April 03, 2009
No Troops For You
It doesn't matter how much Robert Gates complains or how much Barack Obama pleads. It is highly unlikely the U.S. political leadership will win new backing for the war in Afghanistan from our NATO allies. We will be lucky, in fact, to keep European troop levels where they are now. (Update: We'll see if this new commitment changes things for the others.) Still -- and despite what some people have argued about other havens -- Robert Gates probably has a point when he says that most European leaders have done little to explain the strategic importance of the war in Afghanistan:
“I have not seen the kind of effort that I would have hoped for in terms of European governments trying to persuade their people that attacks such as those that took place in Madrid and London . . . emanated from the Afghan-Pakistani border area,” Mr Gates said in an interview with the Financial Times. ...
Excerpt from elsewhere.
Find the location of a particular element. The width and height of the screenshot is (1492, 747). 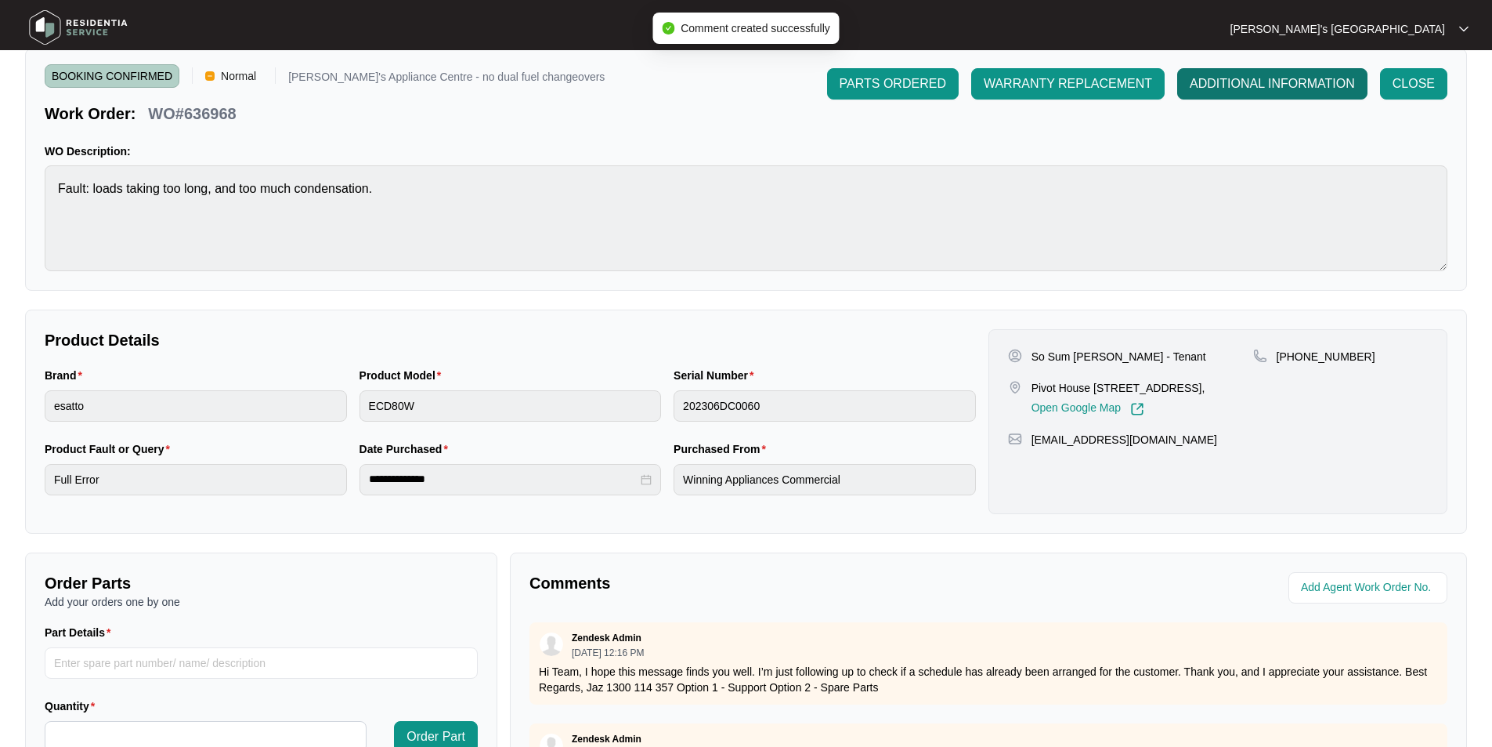

span: Order Part is located at coordinates (436, 736).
“The British do a good job of making that case to their people, but on the Continent I have not seen that kind of effort,” he said. “This problem out there is as big a threat to the Europeans as it is to us.”
Gates said something else in an interview with the FT that was also really interesting. As many of you know, my boss John Nagl, together with his BFF Sen. Joe Lieberman, has been calling for a dramatic expansion of the Afghan security forces. There is an objection, though, that I have aired on the blog, which worries the Afghan economy cannot sustain such a massive security apparatus. Gates, apparently, agrees with the dissenters:
As the Obama administration debated its Afghanistan strategy, some officials argued for a doubling of the Afghan army and police to about 400,000. Asked whether the Afghan army would need to ultimately number 400,000-500,000 soldiers – as the US counter-insurgency doctrine crafted by General David Petraeus would suggest – Mr Gates said “I don’t know the answer to that”.
“I don’t think Afghanistan can sustain an army that size, and I don’t think the international community is prepared to pay to sustain an army that size.”